Abstract

Background: Heme oxygenase-1 (HO-1) confers protection to the vasculature and suppresses inflammatory properties of monocytes and macrophages. It is unclear how HO-1 activity and expression determine the extent of vascular dysfunction in mice and humans. Methods and results: Decreasing HO activity was parallelled by decreasing aortic HO-1, eNOS and phospho-eNOS (ser1177) protein expression in HO-1 deficient mice, whereas aortic expression of nox2 showed a stepwise increase in HO-1+/- and HO-1-/- mice as compared to HO-1+/+ controls. Aortic superoxide formation increased depending on the extent of HO-1 deficiency and was blunted by the PKC inhibitor chelerythrine, indicating activation of the NADPH oxidase. When subjected to disease models of vascular dysfunction - angiotensin II-infusion (ATII, 0.1mg/kg/d for 7d), streptozotocin-induced diabetes mellitus and aging - HO-1 deficient mice showed an increased vascular dysfunction (shown by isometric tension studies) that was inversely correlated with HO activity. In a primary prevention population based cohort (the Gutenberg Health Study, GHS), we assessed length polymorphisms of the HO-1 promoter region, established a bipolar frequency pattern of allele length (long vs short repeats) in 4937 individuals and found a moderately significant association with flow mediated dilation of the brachial artery (FMD) in individuals with arterial hypertension. Monocytic HO-1 mRNA expression was positively correlated with CD14 expression indicating proinflammatory monocytes (p<0.001) and inversely with FMD in 733 hypertensive individuals of the GHS. ATII-infused HO-1+/+ mice had a significant infiltration of proinflammatory CD11b+Ly6Chi monocytes into the aortic wall, which was sharpely increased in HO-1+/- and HO-1-/- mice, providing a mechanistic link of the monocyte phenotype determined by HO-1 and vascular dysfunction in arterial hypertension. Conclusions: We here present evidence that HO activity and expression and inversely correlates with vascular dysfunction and NADPH oxidase mediated oxidative stress in mice and humans. We conclude, that HO-1 is a regulator of vascular function in hypertension via determining the phenotype of inflammatory circulating and infiltrating monocytes.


§ **TASK TO CARRY OUT**:
In the material below, some lines may hold the word "screenshot"; state how many do, giving only the number.

§ **THE INPUT**:
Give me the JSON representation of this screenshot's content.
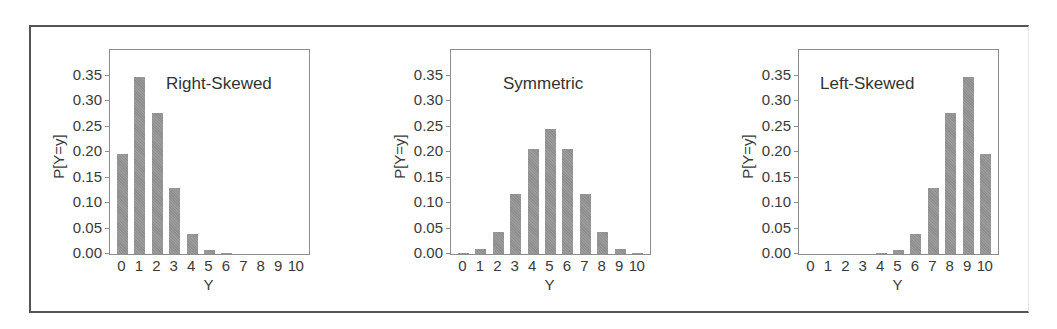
{
  "chart_data": [
    {
      "type": "bar",
      "title": "Right-Skewed",
      "xlabel": "Y",
      "ylabel": "P[Y=y]",
      "categories": [
        "0",
        "1",
        "2",
        "3",
        "4",
        "5",
        "6",
        "7",
        "8",
        "9",
        "10"
      ],
      "values": [
        0.197,
        0.347,
        0.276,
        0.13,
        0.04,
        0.008,
        0.001,
        0.0,
        0.0,
        0.0,
        0.0
      ],
      "yticks": [
        "0.00",
        "0.05",
        "0.10",
        "0.15",
        "0.20",
        "0.25",
        "0.30",
        "0.35"
      ],
      "ylim": [
        0,
        0.4
      ],
      "grid": false,
      "bar_color": "#8e8e8e"
    },
    {
      "type": "bar",
      "title": "Symmetric",
      "xlabel": "Y",
      "ylabel": "P[Y=y]",
      "categories": [
        "0",
        "1",
        "2",
        "3",
        "4",
        "5",
        "6",
        "7",
        "8",
        "9",
        "10"
      ],
      "values": [
        0.001,
        0.01,
        0.044,
        0.117,
        0.205,
        0.246,
        0.205,
        0.117,
        0.044,
        0.01,
        0.001
      ],
      "yticks": [
        "0.00",
        "0.05",
        "0.10",
        "0.15",
        "0.20",
        "0.25",
        "0.30",
        "0.35"
      ],
      "ylim": [
        0,
        0.4
      ],
      "grid": false,
      "bar_color": "#8e8e8e"
    },
    {
      "type": "bar",
      "title": "Left-Skewed",
      "xlabel": "Y",
      "ylabel": "P[Y=y]",
      "categories": [
        "0",
        "1",
        "2",
        "3",
        "4",
        "5",
        "6",
        "7",
        "8",
        "9",
        "10"
      ],
      "values": [
        0.0,
        0.0,
        0.0,
        0.0,
        0.001,
        0.008,
        0.04,
        0.13,
        0.276,
        0.347,
        0.197
      ],
      "yticks": [
        "0.00",
        "0.05",
        "0.10",
        "0.15",
        "0.20",
        "0.25",
        "0.30",
        "0.35"
      ],
      "ylim": [
        0,
        0.4
      ],
      "grid": false,
      "bar_color": "#8e8e8e"
    }
  ],
  "layout": {
    "panels": [
      {
        "plot_left": 109,
        "title_left": 166
      },
      {
        "plot_left": 450,
        "title_left": 503
      },
      {
        "plot_left": 798,
        "title_left": 820
      }
    ]
  }
}
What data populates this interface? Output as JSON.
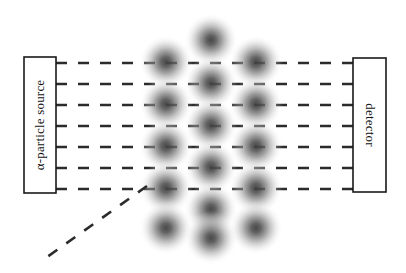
{
  "figure": {
    "type": "diagram",
    "background_color": "#ffffff",
    "width": 406,
    "height": 273
  },
  "source_box": {
    "label": "α-particle source",
    "x": 24,
    "y": 57,
    "width": 32,
    "height": 136,
    "stroke": "#1a1a1a",
    "fill": "#ffffff",
    "text_orientation": "vertical-bottom-to-top"
  },
  "detector_box": {
    "label": "detector",
    "x": 353,
    "y": 58,
    "width": 33,
    "height": 134,
    "stroke": "#1a1a1a",
    "fill": "#ffffff",
    "text_orientation": "vertical-top-to-bottom"
  },
  "rays": {
    "stroke": "#2b2b2b",
    "stroke_width": 2.6,
    "dash_pattern": "11 11",
    "count": 7,
    "x_start": 56,
    "x_end": 353,
    "y_positions": [
      63,
      84,
      105,
      126,
      147,
      168,
      189
    ]
  },
  "deflected_ray": {
    "stroke": "#2b2b2b",
    "stroke_width": 2.6,
    "dash_pattern": "11 11",
    "from_x": 147,
    "from_y": 186,
    "to_x": 40,
    "to_y": 262,
    "note": "single alpha particle scattered backward at a large angle"
  },
  "atoms": {
    "radius": 27,
    "core_color": "#4a4a4a",
    "edge_color": "#ffffff",
    "columns": [
      {
        "x": 166,
        "centers_y": [
          62,
          104,
          146,
          188,
          228
        ]
      },
      {
        "x": 211,
        "centers_y": [
          40,
          83,
          125,
          167,
          209,
          238
        ]
      },
      {
        "x": 256,
        "centers_y": [
          62,
          104,
          146,
          188,
          228
        ]
      }
    ],
    "positions": [
      {
        "cx": 166,
        "cy": 62
      },
      {
        "cx": 166,
        "cy": 104
      },
      {
        "cx": 166,
        "cy": 146
      },
      {
        "cx": 166,
        "cy": 188
      },
      {
        "cx": 166,
        "cy": 228
      },
      {
        "cx": 211,
        "cy": 40
      },
      {
        "cx": 211,
        "cy": 83
      },
      {
        "cx": 211,
        "cy": 125
      },
      {
        "cx": 211,
        "cy": 167
      },
      {
        "cx": 211,
        "cy": 209
      },
      {
        "cx": 211,
        "cy": 238
      },
      {
        "cx": 256,
        "cy": 62
      },
      {
        "cx": 256,
        "cy": 104
      },
      {
        "cx": 256,
        "cy": 146
      },
      {
        "cx": 256,
        "cy": 188
      },
      {
        "cx": 256,
        "cy": 228
      }
    ]
  }
}
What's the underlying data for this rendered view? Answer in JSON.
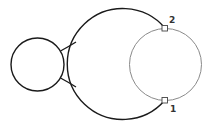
{
  "diagram": {
    "colors": {
      "background": "#ffffff",
      "outline": "#1a1a1a",
      "construction_circle": "#8a8a8a",
      "label": "#333333"
    },
    "shapes": {
      "small_circle": {
        "cx": 37.5,
        "cy": 64.5,
        "r": 26.5
      },
      "large_arc": {
        "cx": 128,
        "cy": 64.5,
        "r": 55.5
      },
      "construction_circle": {
        "cx": 165.5,
        "cy": 64.5,
        "r": 36
      }
    },
    "markers": [
      {
        "id": "1",
        "label": "1",
        "x": 165,
        "y": 100
      },
      {
        "id": "2",
        "label": "2",
        "x": 165,
        "y": 28
      }
    ]
  }
}
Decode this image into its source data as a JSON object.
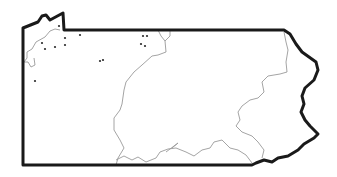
{
  "map": {
    "subject": "Pennsylvania state outline",
    "colors": {
      "background": "#ffffff",
      "border": "#1a1a1a",
      "rivers": "#9a9a9a",
      "points": "#2a2a2a"
    },
    "features": {
      "state_border": "M23,165 L23,28 L38,22 L42,16 L46,15 L50,20 L63,13 L64,30 L284,30 L290,34 L296,44 L302,52 L316,62 L318,70 L314,80 L305,88 L302,96 L304,104 L301,112 L305,120 L310,126 L318,134 L314,138 L304,144 L298,150 L288,156 L278,158 L272,162 L264,160 L256,163 L252,165 Z",
      "rivers": [
        "M24,62 L27,58 L27,52 L32,49 L36,42 L45,37 L50,31 L55,29 L60,30",
        "M24,62 L28,62 L31,67 L35,65 L34,58",
        "M158,30 L161,36 L165,41 L170,36 L170,30",
        "M165,41 L166,52 L158,55 L152,56 L142,65 L134,72 L126,82 L124,90 L122,104 L120,110 L114,118 L114,130 L120,140 L124,148 L118,158 L116,165",
        "M116,160 L124,156 L132,160 L138,157 L146,162 L156,158 L160,152 L168,149 L176,148 L186,152 L194,156 L202,150 L210,148 L214,142 L222,140 L230,148 L238,150 L246,155 L252,163",
        "M166,152 L174,146 L178,143 L172,148",
        "M284,32 L286,42 L288,50 L286,62 L287,72 L280,74 L268,76 L262,82 L264,92 L258,98 L250,100 L242,106 L238,112 L240,120 L236,126 L242,132 L252,136 L258,142 L264,150 L262,158"
      ],
      "points": [
        {
          "x": 42,
          "y": 43
        },
        {
          "x": 45,
          "y": 49
        },
        {
          "x": 55,
          "y": 47
        },
        {
          "x": 65,
          "y": 45
        },
        {
          "x": 65,
          "y": 38
        },
        {
          "x": 59,
          "y": 26
        },
        {
          "x": 80,
          "y": 35
        },
        {
          "x": 100,
          "y": 61
        },
        {
          "x": 103,
          "y": 60
        },
        {
          "x": 143,
          "y": 36
        },
        {
          "x": 147,
          "y": 36
        },
        {
          "x": 141,
          "y": 44
        },
        {
          "x": 145,
          "y": 46
        },
        {
          "x": 35,
          "y": 81
        }
      ]
    }
  }
}
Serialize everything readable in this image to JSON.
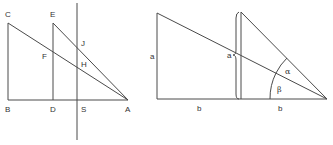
{
  "left_figure": {
    "labels": {
      "C": "C",
      "E": "E",
      "F": "F",
      "J": "J",
      "H": "H",
      "B": "B",
      "D": "D",
      "S": "S",
      "A": "A"
    }
  },
  "right_figure": {
    "labels": {
      "left_side": "a",
      "brace": "a",
      "alpha": "α",
      "beta": "β",
      "base_left": "b",
      "base_right": "b"
    }
  },
  "colors": {
    "line": "#4a4a4a",
    "text": "#333333",
    "background": "#ffffff"
  }
}
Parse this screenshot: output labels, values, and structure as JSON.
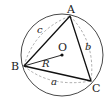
{
  "diagram": {
    "circle": {
      "cx": 62,
      "cy": 55,
      "r": 41,
      "center_label": "O"
    },
    "vertices": [
      {
        "name": "A",
        "x": 70,
        "y": 16,
        "label_x": 67,
        "label_y": 13
      },
      {
        "name": "B",
        "x": 24,
        "y": 66,
        "label_x": 11,
        "label_y": 70
      },
      {
        "name": "C",
        "x": 91,
        "y": 81,
        "label_x": 92,
        "label_y": 92
      }
    ],
    "center": {
      "name": "O",
      "x": 62,
      "y": 55,
      "label_x": 58,
      "label_y": 51
    },
    "radius_label": {
      "text": "R",
      "x": 42,
      "y": 67
    },
    "side_labels": [
      {
        "text": "a",
        "x": 51,
        "y": 85
      },
      {
        "text": "b",
        "x": 85,
        "y": 50
      },
      {
        "text": "c",
        "x": 37,
        "y": 33
      }
    ],
    "colors": {
      "stroke": "#222222",
      "dashed": "#888888",
      "background": "#ffffff"
    }
  }
}
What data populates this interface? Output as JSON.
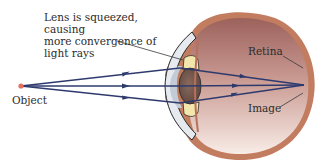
{
  "diagram": {
    "caption_lines": [
      "Lens is squeezed, causing",
      "more convergence of",
      "light rays"
    ],
    "labels": {
      "object": "Object",
      "retina": "Retina",
      "image": "Image"
    },
    "colors": {
      "ray": "#2e3a6e",
      "object_dot": "#e8705a",
      "eye_wall": "#c07a5e",
      "eye_interior_top": "#a46a62",
      "eye_interior_bottom": "#f6e4dc",
      "lens": "#7a5a4e",
      "ciliary": "#f1e3a8",
      "cornea": "#c9d2da",
      "leader_line": "#3a3a3a"
    },
    "rays": [
      {
        "name": "upper",
        "from": [
          21,
          86
        ],
        "via": [
          180,
          68
        ],
        "to": [
          304,
          85
        ]
      },
      {
        "name": "middle",
        "from": [
          21,
          86
        ],
        "via": [
          180,
          86
        ],
        "to": [
          304,
          85
        ]
      },
      {
        "name": "lower",
        "from": [
          21,
          86
        ],
        "via": [
          180,
          103
        ],
        "to": [
          304,
          85
        ]
      }
    ]
  }
}
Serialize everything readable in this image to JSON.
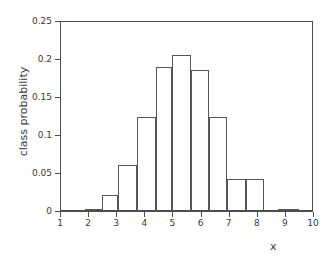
{
  "chart_data": {
    "type": "bar",
    "title": "",
    "subtitle": "",
    "xlabel": "x",
    "ylabel": "class probability",
    "xlim": [
      1,
      10
    ],
    "ylim": [
      0,
      0.25
    ],
    "grid": false,
    "legend": null,
    "xticks": [
      "1",
      "2",
      "3",
      "4",
      "5",
      "6",
      "7",
      "8",
      "9",
      "10"
    ],
    "xtick_values": [
      1,
      2,
      3,
      4,
      5,
      6,
      7,
      8,
      9,
      10
    ],
    "yticks": [
      "0",
      "0.05",
      "0.1",
      "0.15",
      "0.2",
      "0.25"
    ],
    "ytick_values": [
      0,
      0.05,
      0.1,
      0.15,
      0.2,
      0.25
    ],
    "bar_style": {
      "fill": "none",
      "edge_color": "#565656",
      "edge_width": 1
    },
    "bins": [
      {
        "x_start": 1.9,
        "x_end": 2.5,
        "value": 0.003
      },
      {
        "x_start": 2.5,
        "x_end": 3.05,
        "value": 0.021
      },
      {
        "x_start": 3.05,
        "x_end": 3.75,
        "value": 0.061
      },
      {
        "x_start": 3.75,
        "x_end": 4.4,
        "value": 0.124
      },
      {
        "x_start": 4.4,
        "x_end": 5.0,
        "value": 0.19
      },
      {
        "x_start": 5.0,
        "x_end": 5.65,
        "value": 0.205
      },
      {
        "x_start": 5.65,
        "x_end": 6.3,
        "value": 0.186
      },
      {
        "x_start": 6.3,
        "x_end": 6.95,
        "value": 0.124
      },
      {
        "x_start": 6.95,
        "x_end": 7.6,
        "value": 0.042
      },
      {
        "x_start": 7.6,
        "x_end": 8.25,
        "value": 0.042
      },
      {
        "x_start": 8.75,
        "x_end": 9.5,
        "value": 0.003
      }
    ],
    "categories": [
      "2.2",
      "2.8",
      "3.4",
      "4.1",
      "4.7",
      "5.3",
      "6.0",
      "6.6",
      "7.3",
      "7.9",
      "9.1"
    ],
    "values": [
      0.003,
      0.021,
      0.061,
      0.124,
      0.19,
      0.205,
      0.186,
      0.124,
      0.042,
      0.042,
      0.003
    ]
  }
}
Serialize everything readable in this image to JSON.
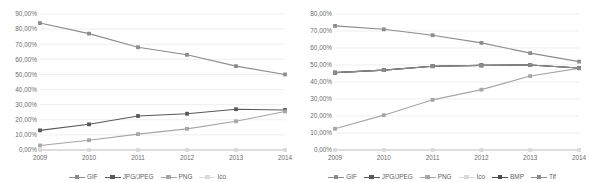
{
  "charts": [
    {
      "id": "chart-left",
      "title": "",
      "x": [
        "2009",
        "2010",
        "2011",
        "2012",
        "2013",
        "2014"
      ],
      "yticks": [
        "0,00%",
        "10,00%",
        "20,00%",
        "30,00%",
        "40,00%",
        "50,00%",
        "60,00%",
        "70,00%",
        "80,00%",
        "90,00%"
      ],
      "ylim": [
        0,
        90
      ],
      "ystep": 10,
      "legend": [
        "GIF",
        "JPG/JPEG",
        "PNG",
        "Ico"
      ],
      "colors": [
        "#8c8c8c",
        "#595959",
        "#a6a6a6",
        "#d9d9d9"
      ],
      "markers": [
        "square",
        "square",
        "square",
        "square"
      ],
      "chart_data": {
        "type": "line",
        "title": "",
        "xlabel": "",
        "ylabel": "",
        "ylim": [
          0,
          90
        ],
        "grid": true,
        "legend_position": "bottom",
        "categories": [
          "2009",
          "2010",
          "2011",
          "2012",
          "2013",
          "2014"
        ],
        "series": [
          {
            "name": "GIF",
            "values": [
              84.0,
              77.0,
              68.0,
              63.0,
              55.5,
              50.0
            ]
          },
          {
            "name": "JPG/JPEG",
            "values": [
              13.0,
              17.0,
              22.5,
              24.0,
              27.0,
              26.5
            ]
          },
          {
            "name": "PNG",
            "values": [
              3.0,
              6.5,
              10.5,
              14.0,
              19.0,
              25.5
            ]
          },
          {
            "name": "Ico",
            "values": [
              0.0,
              0.0,
              0.0,
              0.0,
              0.0,
              0.0
            ]
          }
        ]
      }
    },
    {
      "id": "chart-right",
      "title": "",
      "x": [
        "2009",
        "2010",
        "2011",
        "2012",
        "2013",
        "2014"
      ],
      "yticks": [
        "0,00%",
        "10,00%",
        "20,00%",
        "30,00%",
        "40,00%",
        "50,00%",
        "60,00%",
        "70,00%",
        "80,00%"
      ],
      "ylim": [
        0,
        80
      ],
      "ystep": 10,
      "legend": [
        "GIF",
        "JPG/JPEG",
        "PNG",
        "Ico",
        "BMP",
        "Tif"
      ],
      "colors": [
        "#8c8c8c",
        "#595959",
        "#a6a6a6",
        "#d9d9d9",
        "#4d4d4d",
        "#8c8c8c"
      ],
      "markers": [
        "square",
        "square",
        "square",
        "square",
        "square",
        "square"
      ],
      "chart_data": {
        "type": "line",
        "title": "",
        "xlabel": "",
        "ylabel": "",
        "ylim": [
          0,
          80
        ],
        "grid": true,
        "legend_position": "bottom",
        "categories": [
          "2009",
          "2010",
          "2011",
          "2012",
          "2013",
          "2014"
        ],
        "series": [
          {
            "name": "GIF",
            "values": [
              73.0,
              71.0,
              67.5,
              63.0,
              57.0,
              52.0
            ]
          },
          {
            "name": "JPG/JPEG",
            "values": [
              45.5,
              47.0,
              49.3,
              49.8,
              50.0,
              48.2
            ]
          },
          {
            "name": "PNG",
            "values": [
              12.5,
              20.5,
              29.5,
              35.5,
              43.5,
              48.0
            ]
          },
          {
            "name": "Ico",
            "values": [
              0.0,
              0.0,
              0.0,
              0.0,
              0.0,
              0.0
            ]
          },
          {
            "name": "BMP",
            "values": [
              45.5,
              47.0,
              49.3,
              49.8,
              50.0,
              48.2
            ]
          },
          {
            "name": "Tif",
            "values": [
              45.5,
              47.0,
              49.3,
              49.8,
              50.0,
              48.2
            ]
          }
        ]
      }
    }
  ]
}
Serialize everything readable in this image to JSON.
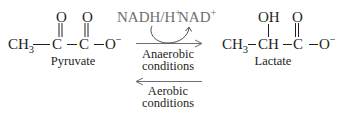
{
  "reaction": {
    "reactant": {
      "name": "Pyruvate",
      "formula_parts": {
        "ch3": "CH",
        "ch3_sub": "3",
        "c1": "C",
        "c2": "C",
        "o_minus": "O",
        "o_minus_sup": "−"
      },
      "carbonyl_o_1": "O",
      "carbonyl_o_2": "O"
    },
    "product": {
      "name": "Lactate",
      "formula_parts": {
        "ch3": "CH",
        "ch3_sub": "3",
        "ch": "CH",
        "c": "C",
        "o_minus": "O",
        "o_minus_sup": "−"
      },
      "hydroxyl": "OH",
      "carbonyl_o": "O"
    },
    "cofactors": {
      "in": "NADH/H",
      "in_sup": "+",
      "out": "NAD",
      "out_sup": "+"
    },
    "forward": {
      "line1": "Anaerobic",
      "line2": "conditions"
    },
    "reverse": {
      "line1": "Aerobic",
      "line2": "conditions"
    },
    "colors": {
      "text": "#231f20",
      "cofactor_text": "#6d6e71",
      "arrows": "#6d6e71"
    }
  }
}
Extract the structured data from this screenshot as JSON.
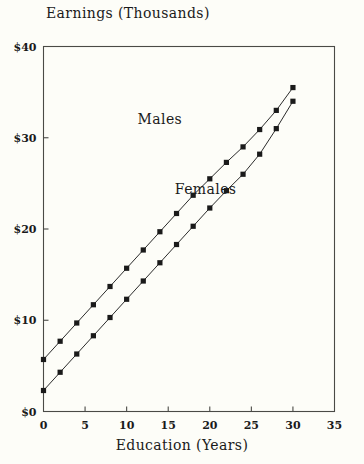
{
  "chart_data": {
    "type": "line",
    "title": "Earnings (Thousands)",
    "xlabel": "Education (Years)",
    "ylabel": "",
    "xlim": [
      0,
      35
    ],
    "ylim": [
      0,
      40
    ],
    "grid": false,
    "legend_position": "inline-annotation",
    "x": [
      0,
      2,
      4,
      6,
      8,
      10,
      12,
      14,
      16,
      18,
      20,
      22,
      24,
      26,
      28,
      30
    ],
    "xticks": [
      0,
      5,
      10,
      15,
      20,
      25,
      30,
      35
    ],
    "xtick_labels": [
      "0",
      "5",
      "10",
      "15",
      "20",
      "25",
      "30",
      "35"
    ],
    "yticks": [
      0,
      10,
      20,
      30,
      40
    ],
    "ytick_labels": [
      "$0",
      "$10",
      "$20",
      "$30",
      "$40"
    ],
    "marker": "square",
    "series": [
      {
        "name": "Males",
        "label_x": 14,
        "label_y": 31.5,
        "values": [
          5.7,
          7.7,
          9.7,
          11.7,
          13.7,
          15.7,
          17.7,
          19.7,
          21.7,
          23.7,
          25.5,
          27.3,
          29.0,
          30.9,
          33.0,
          35.5
        ]
      },
      {
        "name": "Females",
        "label_x": 19.5,
        "label_y": 23.8,
        "values": [
          2.3,
          4.3,
          6.3,
          8.3,
          10.3,
          12.3,
          14.3,
          16.3,
          18.3,
          20.3,
          22.3,
          24.2,
          26.0,
          28.2,
          31.0,
          34.0
        ]
      }
    ]
  },
  "axis": {
    "tick_length": 5,
    "frame_color": "#4a4a46"
  }
}
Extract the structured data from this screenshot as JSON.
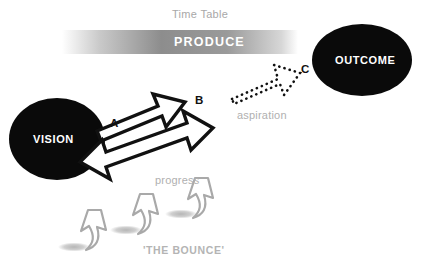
{
  "diagram": {
    "title_label": "Time Table",
    "band": {
      "label": "PRODUCE",
      "gradient_from": "#ffffff",
      "gradient_mid": "#8d8d8d",
      "gradient_to": "#ffffff"
    },
    "nodes": [
      {
        "id": "vision",
        "label": "VISION",
        "shape": "ellipse",
        "fill": "#0a0a0a",
        "text_color": "#ffffff"
      },
      {
        "id": "outcome",
        "label": "OUTCOME",
        "shape": "ellipse",
        "fill": "#0a0a0a",
        "text_color": "#ffffff"
      }
    ],
    "keypoints": [
      {
        "id": "a",
        "label": "A",
        "color": "#111111"
      },
      {
        "id": "b",
        "label": "B",
        "color": "#111111"
      },
      {
        "id": "c",
        "label": "C",
        "color": "#111111"
      }
    ],
    "annotations": [
      {
        "id": "aspiration",
        "label": "aspiration",
        "color": "#b0b0b0",
        "style": "dotted-arrow"
      },
      {
        "id": "progress",
        "label": "progress",
        "color": "#b0b0b0",
        "style": "double-headed-arrow"
      },
      {
        "id": "bounce",
        "label": "'THE BOUNCE'",
        "color": "#b4b4b4",
        "style": "rising-arrows"
      }
    ],
    "arrows": [
      {
        "id": "vision-to-b",
        "from": "vision",
        "to": "b",
        "style": "outline-block",
        "direction": "single",
        "stroke": "#111111",
        "fill": "#ffffff"
      },
      {
        "id": "progress-arrow",
        "from": "vision",
        "to": "b",
        "style": "outline-block",
        "direction": "double",
        "stroke": "#111111",
        "fill": "#ffffff"
      },
      {
        "id": "aspiration-arrow",
        "from": "b",
        "to": "outcome",
        "style": "dotted-outline",
        "direction": "single",
        "stroke": "#111111",
        "fill": "#ffffff"
      }
    ],
    "bounce_arrows": {
      "count": 3,
      "stroke": "#a9a9a9",
      "fill": "#ffffff",
      "shadow": "#c9c9c9"
    }
  }
}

§ **RESULT OF THE TASK**:
4